Friday, May 24, 2013

We are all implicated

Wendell Berry, speaking in 2012 at the Jefferson Lectures for the National Endowment for the Humanities:   
[My teacher, Wallace Stegner] thought rightly that we Americans, by inclination at least, have been divided into two kinds: “boomers” and “stickers.” Boomers, he said, are “those who pillage and run,” who want “to make a killing and end up on Easy Street,” whereas stickers are “those who settle, and love the life they have made and the place they have made it in.” “Boomer” names a kind of person and a kind of ambition that is the major theme, so far, of the history of the European races in our country. “Sticker” names a kind of person and also a desire that is, so far, a minor theme of that history, but a theme persistent enough to remain significant and to offer, still, a significant hope.
[...]
That we live now in an economy that is not sustainable is not the fault only of a few mongers of power and heavy equipment. We all are implicated. We all, in the course of our daily economic life, consent to it, whether or not we approve of it. This is because of the increasing abstraction and unconsciousness of our connection to our economic sources in the land, the land-communities, and the land-use economies. In my region and within my memory, for example, human life has become less creaturely and more engineered, less familiar and more remote from local places, pleasures, and associations. Our knowledge, in short, has become increasingly statistical.
Statistical knowledge once was rare. It was a property of the minds of great rulers, conquerors, and generals, people who succeeded or failed by the manipulation of large quantities that remained, to them, unimagined because unimaginable: merely accountable quantities of land, treasure, people, soldiers, and workers. This is the sort of knowledge we now call “data” or “facts” or “information.” Or we call it “objective knowledge,” supposedly untainted by personal attachment, but nonetheless available for industrial and commercial exploitation. By means of such knowledge a category assumes dominion over its parts or members. With the coming of industrialism, the great industrialists, like kings and conquerors, become exploiters of statistical knowledge. And finally virtually all of us, in order to participate and survive in their system, have had to agree to their substitution of statistical knowledge for personal knowledge. Virtually all of us now share with the most powerful industrialists their remoteness from actual experience of the actual world. Like them, we participate in an absentee economy, which makes us effectively absent even from our own dwelling places. Though most of us have little wealth and perhaps no power, we consumer–citizens are more like James B. Duke than we are like my grandfather. By economic proxies thoughtlessly given, by thoughtless consumption of goods ignorantly purchased, now we all are boomers.
In other words, "None is righteous, no, not one".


▶ [Problem to solve] Restate all entries word for word, minus pictures.

_ _ _ _

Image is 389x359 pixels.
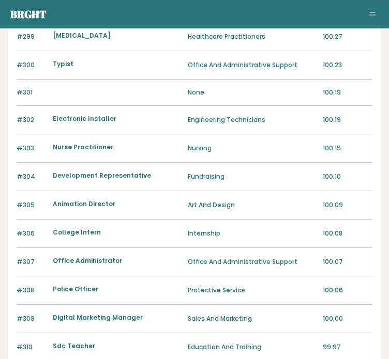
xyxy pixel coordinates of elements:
[17,172,47,181] p: #304
[188,257,316,267] p: Office And Administrative Support
[17,60,47,70] p: #300
[53,114,116,123] a: Electronic Installer
[17,286,47,295] p: #308
[53,171,151,180] a: Development Representative
[17,115,47,125] p: #302
[323,314,372,324] p: 100.00
[323,229,372,238] p: 100.08
[323,32,372,41] p: 100.27
[17,201,47,210] p: #305
[323,88,372,97] p: 100.19
[53,59,73,68] a: Typist
[53,143,113,151] a: Nurse Practitioner
[53,342,95,351] a: Sdc Teacher
[188,88,316,97] p: None
[17,144,47,153] p: #303
[188,60,316,70] p: Office And Administrative Support
[323,60,372,70] p: 100.23
[53,285,98,294] a: Police Officer
[323,343,372,352] p: 99.97
[53,228,101,237] a: College Intern
[10,7,47,21] a: Brght
[188,314,316,324] p: Sales And Marketing
[323,172,372,181] p: 100.10
[188,144,316,153] p: Nursing
[188,115,316,125] p: Engineering Technicians
[323,286,372,295] p: 100.06
[188,343,316,352] p: Education And Training
[17,257,47,267] p: #307
[188,286,316,295] p: Protective Service
[17,32,47,41] p: #299
[17,314,47,324] p: #309
[17,343,47,352] p: #310
[53,313,143,322] a: Digital Marketing Manager
[17,229,47,238] p: #306
[53,200,115,208] a: Animation Director
[188,229,316,238] p: Internship
[366,8,378,21] button: Toggle navigation
[188,172,316,181] p: Fundraising
[53,256,122,265] a: Office Administrator
[53,31,111,40] a: [MEDICAL_DATA]
[323,257,372,267] p: 100.07
[323,115,372,125] p: 100.19
[188,32,316,41] p: Healthcare Practitioners
[188,201,316,210] p: Art And Design
[17,88,47,97] p: #301
[323,201,372,210] p: 100.09
[323,144,372,153] p: 100.15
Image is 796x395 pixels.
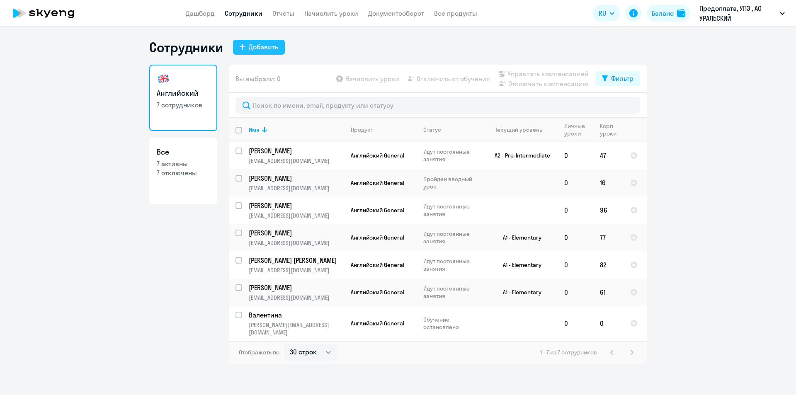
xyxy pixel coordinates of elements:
p: [PERSON_NAME] [PERSON_NAME] [249,256,343,265]
div: Корп. уроки [600,122,618,137]
p: 7 отключены [157,168,210,177]
button: Балансbalance [647,5,690,22]
a: Дашборд [186,9,215,17]
a: Английский7 сотрудников [149,65,217,131]
input: Поиск по имени, email, продукту или статусу [236,97,640,114]
a: Документооборот [368,9,424,17]
div: Фильтр [611,73,634,83]
div: Статус [423,126,441,134]
a: Все продукты [434,9,477,17]
a: Отчеты [272,9,294,17]
td: 0 [558,306,593,341]
p: Обучение остановлено [423,316,480,331]
button: RU [593,5,620,22]
img: english [157,72,170,85]
p: [EMAIL_ADDRESS][DOMAIN_NAME] [249,294,344,301]
td: 0 [558,169,593,197]
div: Имя [249,126,344,134]
p: Пройден вводный урок [423,175,480,190]
span: RU [599,8,606,18]
p: [PERSON_NAME] [249,229,343,238]
a: [PERSON_NAME] [249,229,344,238]
a: Все7 активны7 отключены [149,138,217,204]
img: balance [677,9,686,17]
div: Корп. уроки [600,122,623,137]
td: 47 [593,142,624,169]
div: Имя [249,126,260,134]
a: [PERSON_NAME] [249,146,344,156]
span: Отображать по: [239,349,281,356]
p: [PERSON_NAME] [249,283,343,292]
span: Английский General [351,261,404,269]
p: Идут постоянные занятия [423,285,480,300]
td: 0 [558,197,593,224]
a: [PERSON_NAME] [PERSON_NAME] [249,256,344,265]
p: Идут постоянные занятия [423,203,480,218]
button: Добавить [233,40,285,55]
p: Идут постоянные занятия [423,230,480,245]
p: [EMAIL_ADDRESS][DOMAIN_NAME] [249,267,344,274]
div: Текущий уровень [487,126,557,134]
span: Английский General [351,207,404,214]
td: 0 [558,251,593,279]
td: 0 [593,306,624,341]
a: Валентина [249,311,344,320]
td: 96 [593,197,624,224]
td: 82 [593,251,624,279]
p: Валентина [249,311,343,320]
td: 0 [558,142,593,169]
td: 61 [593,279,624,306]
button: Предоплата, УПЗ , АО УРАЛЬСКИЙ ПРИБОРОСТРОИТЕЛЬНЫЙ ЗАВОД, АО [695,3,789,23]
td: A2 - Pre-Intermediate [481,142,558,169]
p: [PERSON_NAME] [249,174,343,183]
div: Личные уроки [564,122,593,137]
div: Личные уроки [564,122,588,137]
div: Текущий уровень [495,126,542,134]
td: A1 - Elementary [481,251,558,279]
td: A1 - Elementary [481,279,558,306]
a: [PERSON_NAME] [249,201,344,210]
a: [PERSON_NAME] [249,174,344,183]
span: Английский General [351,179,404,187]
td: A1 - Elementary [481,224,558,251]
span: 1 - 7 из 7 сотрудников [540,349,597,356]
p: 7 сотрудников [157,100,210,109]
p: [EMAIL_ADDRESS][DOMAIN_NAME] [249,157,344,165]
td: 77 [593,224,624,251]
td: 0 [558,279,593,306]
a: Сотрудники [225,9,263,17]
div: Добавить [249,42,278,52]
span: Английский General [351,234,404,241]
span: Английский General [351,152,404,159]
h1: Сотрудники [149,39,223,56]
div: Статус [423,126,480,134]
p: Идут постоянные занятия [423,148,480,163]
p: 7 активны [157,159,210,168]
div: Продукт [351,126,416,134]
a: [PERSON_NAME] [249,283,344,292]
span: Английский General [351,320,404,327]
p: [EMAIL_ADDRESS][DOMAIN_NAME] [249,239,344,247]
td: 16 [593,169,624,197]
p: [EMAIL_ADDRESS][DOMAIN_NAME] [249,185,344,192]
h3: Английский [157,88,210,99]
td: 0 [558,224,593,251]
h3: Все [157,147,210,158]
p: Идут постоянные занятия [423,258,480,272]
span: Вы выбрали: 0 [236,74,281,84]
p: [PERSON_NAME] [249,146,343,156]
div: Продукт [351,126,373,134]
p: [PERSON_NAME] [249,201,343,210]
a: Начислить уроки [304,9,358,17]
div: Баланс [652,8,674,18]
p: [EMAIL_ADDRESS][DOMAIN_NAME] [249,212,344,219]
p: Предоплата, УПЗ , АО УРАЛЬСКИЙ ПРИБОРОСТРОИТЕЛЬНЫЙ ЗАВОД, АО [700,3,777,23]
p: [PERSON_NAME][EMAIL_ADDRESS][DOMAIN_NAME] [249,321,344,336]
button: Фильтр [596,71,640,86]
span: Английский General [351,289,404,296]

_ _ _ _

▶ [Written answer]
Image is 389x359 pixels.
xyxy pixel coordinates of elements:
[17,172,47,181] p: #304
[188,257,316,267] p: Office And Administrative Support
[17,60,47,70] p: #300
[53,114,116,123] a: Electronic Installer
[17,286,47,295] p: #308
[53,171,151,180] a: Development Representative
[17,115,47,125] p: #302
[323,314,372,324] p: 100.00
[323,229,372,238] p: 100.08
[323,32,372,41] p: 100.27
[17,201,47,210] p: #305
[323,88,372,97] p: 100.19
[53,59,73,68] a: Typist
[53,143,113,151] a: Nurse Practitioner
[53,342,95,351] a: Sdc Teacher
[188,88,316,97] p: None
[17,144,47,153] p: #303
[188,60,316,70] p: Office And Administrative Support
[323,60,372,70] p: 100.23
[53,285,98,294] a: Police Officer
[323,343,372,352] p: 99.97
[53,228,101,237] a: College Intern
[10,7,47,21] a: Brght
[188,314,316,324] p: Sales And Marketing
[323,172,372,181] p: 100.10
[188,144,316,153] p: Nursing
[188,115,316,125] p: Engineering Technicians
[323,286,372,295] p: 100.06
[188,343,316,352] p: Education And Training
[17,257,47,267] p: #307
[188,286,316,295] p: Protective Service
[17,32,47,41] p: #299
[17,314,47,324] p: #309
[17,343,47,352] p: #310
[53,313,143,322] a: Digital Marketing Manager
[17,229,47,238] p: #306
[53,200,115,208] a: Animation Director
[188,229,316,238] p: Internship
[366,8,378,21] button: Toggle navigation
[188,172,316,181] p: Fundraising
[53,256,122,265] a: Office Administrator
[53,31,111,40] a: [MEDICAL_DATA]
[323,257,372,267] p: 100.07
[323,115,372,125] p: 100.19
[188,32,316,41] p: Healthcare Practitioners
[188,201,316,210] p: Art And Design
[17,88,47,97] p: #301
[323,201,372,210] p: 100.09
[323,144,372,153] p: 100.15
Image is 796x395 pixels.
xyxy pixel coordinates of elements:
p: [PERSON_NAME] [PERSON_NAME] [249,256,343,265]
div: Корп. уроки [600,122,618,137]
p: 7 отключены [157,168,210,177]
button: Балансbalance [647,5,690,22]
a: Дашборд [186,9,215,17]
a: Английский7 сотрудников [149,65,217,131]
input: Поиск по имени, email, продукту или статусу [236,97,640,114]
a: Документооборот [368,9,424,17]
div: Фильтр [611,73,634,83]
div: Статус [423,126,441,134]
a: Все продукты [434,9,477,17]
a: Отчеты [272,9,294,17]
td: 0 [558,306,593,341]
p: Обучение остановлено [423,316,480,331]
button: RU [593,5,620,22]
img: english [157,72,170,85]
p: [EMAIL_ADDRESS][DOMAIN_NAME] [249,294,344,301]
td: 0 [558,169,593,197]
div: Имя [249,126,344,134]
p: Пройден вводный урок [423,175,480,190]
span: RU [599,8,606,18]
p: [PERSON_NAME] [249,229,343,238]
a: [PERSON_NAME] [249,229,344,238]
a: Все7 активны7 отключены [149,138,217,204]
img: balance [677,9,686,17]
div: Корп. уроки [600,122,623,137]
td: 47 [593,142,624,169]
div: Имя [249,126,260,134]
a: [PERSON_NAME] [249,146,344,156]
span: Отображать по: [239,349,281,356]
p: [PERSON_NAME] [249,283,343,292]
span: Английский General [351,261,404,269]
p: Идут постоянные занятия [423,285,480,300]
td: 0 [558,197,593,224]
a: [PERSON_NAME] [PERSON_NAME] [249,256,344,265]
p: Идут постоянные занятия [423,203,480,218]
button: Добавить [233,40,285,55]
p: Идут постоянные занятия [423,230,480,245]
p: [EMAIL_ADDRESS][DOMAIN_NAME] [249,267,344,274]
div: Текущий уровень [487,126,557,134]
span: Английский General [351,207,404,214]
td: 0 [558,251,593,279]
td: 0 [593,306,624,341]
a: Валентина [249,311,344,320]
td: 96 [593,197,624,224]
td: 82 [593,251,624,279]
p: Валентина [249,311,343,320]
td: 0 [558,142,593,169]
td: 61 [593,279,624,306]
button: Предоплата, УПЗ , АО УРАЛЬСКИЙ ПРИБОРОСТРОИТЕЛЬНЫЙ ЗАВОД, АО [695,3,789,23]
td: A2 - Pre-Intermediate [481,142,558,169]
p: [PERSON_NAME] [249,174,343,183]
div: Личные уроки [564,122,593,137]
div: Личные уроки [564,122,588,137]
div: Текущий уровень [495,126,542,134]
td: A1 - Elementary [481,251,558,279]
td: A1 - Elementary [481,279,558,306]
a: [PERSON_NAME] [249,201,344,210]
a: [PERSON_NAME] [249,174,344,183]
span: Английский General [351,179,404,187]
td: A1 - Elementary [481,224,558,251]
span: 1 - 7 из 7 сотрудников [540,349,597,356]
p: 7 сотрудников [157,100,210,109]
p: [EMAIL_ADDRESS][DOMAIN_NAME] [249,157,344,165]
td: 77 [593,224,624,251]
td: 0 [558,279,593,306]
a: Сотрудники [225,9,263,17]
div: Добавить [249,42,278,52]
span: Английский General [351,234,404,241]
span: Английский General [351,152,404,159]
h1: Сотрудники [149,39,223,56]
div: Статус [423,126,480,134]
p: Идут постоянные занятия [423,148,480,163]
p: 7 активны [157,159,210,168]
div: Продукт [351,126,416,134]
a: [PERSON_NAME] [249,283,344,292]
span: Английский General [351,320,404,327]
p: [EMAIL_ADDRESS][DOMAIN_NAME] [249,239,344,247]
td: 16 [593,169,624,197]
p: [EMAIL_ADDRESS][DOMAIN_NAME] [249,185,344,192]
h3: Английский [157,88,210,99]
td: 0 [558,224,593,251]
h3: Все [157,147,210,158]
p: Идут постоянные занятия [423,258,480,272]
span: Вы выбрали: 0 [236,74,281,84]
p: [PERSON_NAME] [249,146,343,156]
div: Продукт [351,126,373,134]
p: [PERSON_NAME] [249,201,343,210]
a: Начислить уроки [304,9,358,17]
div: Баланс [652,8,674,18]
p: [EMAIL_ADDRESS][DOMAIN_NAME] [249,212,344,219]
p: Предоплата, УПЗ , АО УРАЛЬСКИЙ ПРИБОРОСТРОИТЕЛЬНЫЙ ЗАВОД, АО [700,3,777,23]
p: [PERSON_NAME][EMAIL_ADDRESS][DOMAIN_NAME] [249,321,344,336]
button: Фильтр [596,71,640,86]
span: Английский General [351,289,404,296]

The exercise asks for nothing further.